Column: Fighting dying food funding

Food is connected to your health because it nourishes your body with vitamins and nutrients.

It’s connected to the economy because the money you use for food goes toward the vendor from which you bought it.

It’s connected to social gatherings because every meeting is made better by the presence of cookies or drinks.

In a less obvious way, food is also connected to the government.

When you recognize how undeniably, extensively, dependently close this connection is, you can start to understand how detrimental the government shutdown is to the health and well-being of millions of U.S. citizens.

The Women, Infants and Children Special Supplemental Nutrition Program is the platform that provides pregnant women, young mothers and children with nutrition classes, food vouchers and breast-feeding support.

It’s extremely important to the 8.9 million kids and moms it supports, but as a discretionary program, not an entitlement program, it must be reauthorized by Congress to receive funding.

Last week, North Carolina stopped issuing food vouchers to the 264,000 women, infants and young children in the state’s program.

According to the USDA, most states are expected to run out of money by the end of the month.

Low-income mothers’ and children’s need for nutritional sustenance doesn’t seem so discretionary to me.

Food security is also in jeopardy for the elderly because the USDAs Commodity Supplemental Food Program is suspended.
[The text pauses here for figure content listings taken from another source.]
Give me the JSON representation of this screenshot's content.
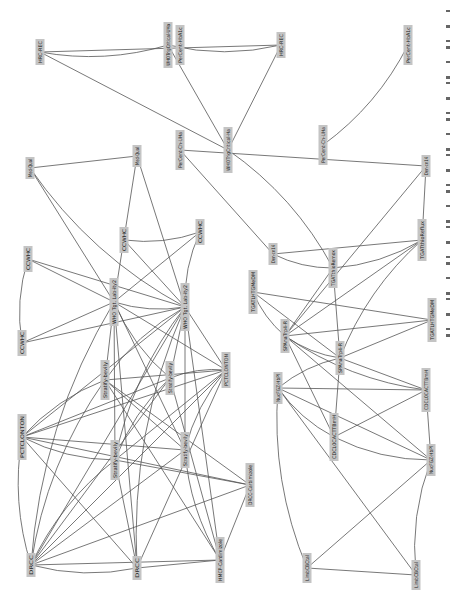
{
  "diagram": {
    "orientation": "rotated-90-ccw",
    "node_fill": "#c4c4c4",
    "edge_color": "#555555",
    "background": "#ffffff",
    "nodes": [
      {
        "id": "n1",
        "label": "HRC-REC",
        "x": 40,
        "y": 52,
        "h": 26
      },
      {
        "id": "n2",
        "label": "WHOTrigCritical-UHa",
        "x": 168,
        "y": 45,
        "h": 46
      },
      {
        "id": "n3",
        "label": "HRC-REC",
        "x": 281,
        "y": 45,
        "h": 26
      },
      {
        "id": "n4",
        "label": "WHOTrigCritical-Ha",
        "x": 228,
        "y": 150,
        "h": 46
      },
      {
        "id": "n5",
        "label": "Med-Qual",
        "x": 30,
        "y": 168,
        "h": 22
      },
      {
        "id": "n6",
        "label": "Med-Qual",
        "x": 137,
        "y": 156,
        "h": 22
      },
      {
        "id": "n7",
        "label": "PerCent-HbA1c",
        "x": 180,
        "y": 45,
        "h": 40
      },
      {
        "id": "n8",
        "label": "PerCent-Ch-UHa",
        "x": 180,
        "y": 150,
        "h": 40
      },
      {
        "id": "n9",
        "label": "CCWHC",
        "x": 28,
        "y": 259,
        "h": 26
      },
      {
        "id": "n10",
        "label": "CCWHC",
        "x": 124,
        "y": 240,
        "h": 26
      },
      {
        "id": "n11",
        "label": "CCWHC",
        "x": 200,
        "y": 232,
        "h": 26
      },
      {
        "id": "n12",
        "label": "CCWHC",
        "x": 22,
        "y": 343,
        "h": 26
      },
      {
        "id": "n13",
        "label": "WHO Tgt. Lab-ity2",
        "x": 114,
        "y": 302,
        "h": 48
      },
      {
        "id": "n14",
        "label": "WHO Tgt. Lab-ity2",
        "x": 185,
        "y": 307,
        "h": 48
      },
      {
        "id": "n15",
        "label": "PCTCLONTON",
        "x": 226,
        "y": 370,
        "h": 36
      },
      {
        "id": "n16",
        "label": "Stratify-bevily",
        "x": 105,
        "y": 380,
        "h": 40
      },
      {
        "id": "n17",
        "label": "Stratify-bevily",
        "x": 170,
        "y": 378,
        "h": 34
      },
      {
        "id": "n18",
        "label": "PCTCLONTON",
        "x": 22,
        "y": 437,
        "h": 46
      },
      {
        "id": "n19",
        "label": "Stratify-bevily",
        "x": 115,
        "y": 460,
        "h": 40
      },
      {
        "id": "n20",
        "label": "Stratify-bevily",
        "x": 185,
        "y": 450,
        "h": 36
      },
      {
        "id": "n21",
        "label": "DRCC-Carbimizole",
        "x": 250,
        "y": 485,
        "h": 44
      },
      {
        "id": "n22",
        "label": "DRCC",
        "x": 31,
        "y": 565,
        "h": 24
      },
      {
        "id": "n23",
        "label": "DRCC",
        "x": 137,
        "y": 568,
        "h": 24
      },
      {
        "id": "n24",
        "label": "HMCP-Cardimizole",
        "x": 220,
        "y": 560,
        "h": 46
      },
      {
        "id": "n25",
        "label": "Den-cn14",
        "x": 273,
        "y": 254,
        "h": 22
      },
      {
        "id": "n26",
        "label": "TGATthioRemox",
        "x": 333,
        "y": 268,
        "h": 40
      },
      {
        "id": "n27",
        "label": "TGATthioReflux",
        "x": 422,
        "y": 240,
        "h": 42
      },
      {
        "id": "n28",
        "label": "Den-cn14",
        "x": 426,
        "y": 166,
        "h": 22
      },
      {
        "id": "n29",
        "label": "TGATLHTGMeDM",
        "x": 253,
        "y": 292,
        "h": 44
      },
      {
        "id": "n30",
        "label": "SPAnaTrp4-R",
        "x": 285,
        "y": 336,
        "h": 34
      },
      {
        "id": "n31",
        "label": "SPAnaTrp4-R",
        "x": 340,
        "y": 358,
        "h": 34
      },
      {
        "id": "n32",
        "label": "TGATLHTGMeDM",
        "x": 432,
        "y": 320,
        "h": 44
      },
      {
        "id": "n33",
        "label": "NucFGZ-HbPl",
        "x": 278,
        "y": 388,
        "h": 32
      },
      {
        "id": "n34",
        "label": "CDCL0CACTTBmH",
        "x": 334,
        "y": 437,
        "h": 48
      },
      {
        "id": "n35",
        "label": "CDCL0CACTTBmH",
        "x": 426,
        "y": 390,
        "h": 44
      },
      {
        "id": "n36",
        "label": "NucFGZ-HbPl",
        "x": 431,
        "y": 460,
        "h": 32
      },
      {
        "id": "n37",
        "label": "LimbCBCtal",
        "x": 307,
        "y": 568,
        "h": 30
      },
      {
        "id": "n38",
        "label": "LimbCBCtal",
        "x": 416,
        "y": 575,
        "h": 30
      },
      {
        "id": "n39",
        "label": "PerCent-Ch-UHa",
        "x": 323,
        "y": 145,
        "h": 40
      },
      {
        "id": "n40",
        "label": "PerCent-HbA1c",
        "x": 408,
        "y": 45,
        "h": 40
      }
    ],
    "edges": [
      [
        "n1",
        "n2"
      ],
      [
        "n1",
        "n3"
      ],
      [
        "n1",
        "n4"
      ],
      [
        "n2",
        "n3"
      ],
      [
        "n2",
        "n4"
      ],
      [
        "n3",
        "n4"
      ],
      [
        "n39",
        "n40"
      ],
      [
        "n5",
        "n6"
      ],
      [
        "n5",
        "n13"
      ],
      [
        "n5",
        "n14"
      ],
      [
        "n6",
        "n13"
      ],
      [
        "n6",
        "n14"
      ],
      [
        "n9",
        "n12"
      ],
      [
        "n9",
        "n14"
      ],
      [
        "n9",
        "n13"
      ],
      [
        "n10",
        "n11"
      ],
      [
        "n10",
        "n14"
      ],
      [
        "n11",
        "n13"
      ],
      [
        "n11",
        "n14"
      ],
      [
        "n12",
        "n13"
      ],
      [
        "n12",
        "n14"
      ],
      [
        "n13",
        "n14"
      ],
      [
        "n13",
        "n15"
      ],
      [
        "n13",
        "n16"
      ],
      [
        "n13",
        "n17"
      ],
      [
        "n13",
        "n19"
      ],
      [
        "n13",
        "n20"
      ],
      [
        "n13",
        "n22"
      ],
      [
        "n13",
        "n23"
      ],
      [
        "n14",
        "n15"
      ],
      [
        "n14",
        "n16"
      ],
      [
        "n14",
        "n17"
      ],
      [
        "n14",
        "n18"
      ],
      [
        "n14",
        "n19"
      ],
      [
        "n14",
        "n20"
      ],
      [
        "n14",
        "n22"
      ],
      [
        "n14",
        "n23"
      ],
      [
        "n14",
        "n24"
      ],
      [
        "n15",
        "n16"
      ],
      [
        "n15",
        "n17"
      ],
      [
        "n15",
        "n18"
      ],
      [
        "n15",
        "n19"
      ],
      [
        "n15",
        "n20"
      ],
      [
        "n15",
        "n22"
      ],
      [
        "n15",
        "n23"
      ],
      [
        "n16",
        "n18"
      ],
      [
        "n16",
        "n20"
      ],
      [
        "n16",
        "n21"
      ],
      [
        "n16",
        "n22"
      ],
      [
        "n16",
        "n24"
      ],
      [
        "n17",
        "n18"
      ],
      [
        "n17",
        "n19"
      ],
      [
        "n17",
        "n22"
      ],
      [
        "n17",
        "n24"
      ],
      [
        "n18",
        "n19"
      ],
      [
        "n18",
        "n20"
      ],
      [
        "n18",
        "n21"
      ],
      [
        "n18",
        "n22"
      ],
      [
        "n18",
        "n23"
      ],
      [
        "n19",
        "n21"
      ],
      [
        "n19",
        "n22"
      ],
      [
        "n19",
        "n23"
      ],
      [
        "n20",
        "n22"
      ],
      [
        "n20",
        "n24"
      ],
      [
        "n21",
        "n22"
      ],
      [
        "n21",
        "n24"
      ],
      [
        "n22",
        "n23"
      ],
      [
        "n22",
        "n24"
      ],
      [
        "n23",
        "n24"
      ],
      [
        "n25",
        "n26"
      ],
      [
        "n25",
        "n27"
      ],
      [
        "n25",
        "n8"
      ],
      [
        "n26",
        "n27"
      ],
      [
        "n26",
        "n30"
      ],
      [
        "n26",
        "n31"
      ],
      [
        "n26",
        "n4"
      ],
      [
        "n27",
        "n28"
      ],
      [
        "n27",
        "n30"
      ],
      [
        "n27",
        "n31"
      ],
      [
        "n28",
        "n8"
      ],
      [
        "n28",
        "n30"
      ],
      [
        "n29",
        "n30"
      ],
      [
        "n29",
        "n31"
      ],
      [
        "n29",
        "n32"
      ],
      [
        "n30",
        "n31"
      ],
      [
        "n30",
        "n32"
      ],
      [
        "n30",
        "n34"
      ],
      [
        "n30",
        "n35"
      ],
      [
        "n30",
        "n36"
      ],
      [
        "n31",
        "n32"
      ],
      [
        "n31",
        "n33"
      ],
      [
        "n31",
        "n34"
      ],
      [
        "n31",
        "n35"
      ],
      [
        "n33",
        "n34"
      ],
      [
        "n33",
        "n35"
      ],
      [
        "n33",
        "n36"
      ],
      [
        "n33",
        "n37"
      ],
      [
        "n33",
        "n38"
      ],
      [
        "n34",
        "n35"
      ],
      [
        "n34",
        "n36"
      ],
      [
        "n35",
        "n36"
      ],
      [
        "n36",
        "n37"
      ],
      [
        "n36",
        "n38"
      ],
      [
        "n37",
        "n38"
      ]
    ]
  },
  "caption": {
    "text_marks": 28
  }
}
The program normally provides nutritious foods to the elderly who are at least 60 years old with an annual income less than $15,000, but because of the shutdown it has been put on hold.

If you were to speak to some of the almost 595,000 seniors who depend on the program, they’d probably tell you they’re a little hungrier than usual.

However, more than just low-income young mothers, children and the elderly are affected.

The USDA continues to inspect meat and plants during the shutdown. However, the Centers for Disease Control and Prevention, which tracks food-borne illness outbreaks, is working with a smaller surveillance team than usual.

The country is currently suffering from an outbreak of multiple antibiotic-resistant strains of salmonella linked to raw chicken from multiple Foster Farms plants in California.

More than 300 people have been affected.

As a result, the CDC recalled about a dozen furloughed epidemiologists and other experts, but about 9,000 of the agency’s 13,000 employees remain on
furlough.

Though you can’t claim this is purely a result of the CDC’s depleted staff, you can’t say it isn’t linked.

We live in one of the wealthiest, most powerful countries in the world, but the shutdown doesn’t make it seem that way.

We might not all agree on questions regarding the debt ceiling or Congress’s behavior, but I think we can all agree everyone has a right to well-being, peace of mind and a little food now and then.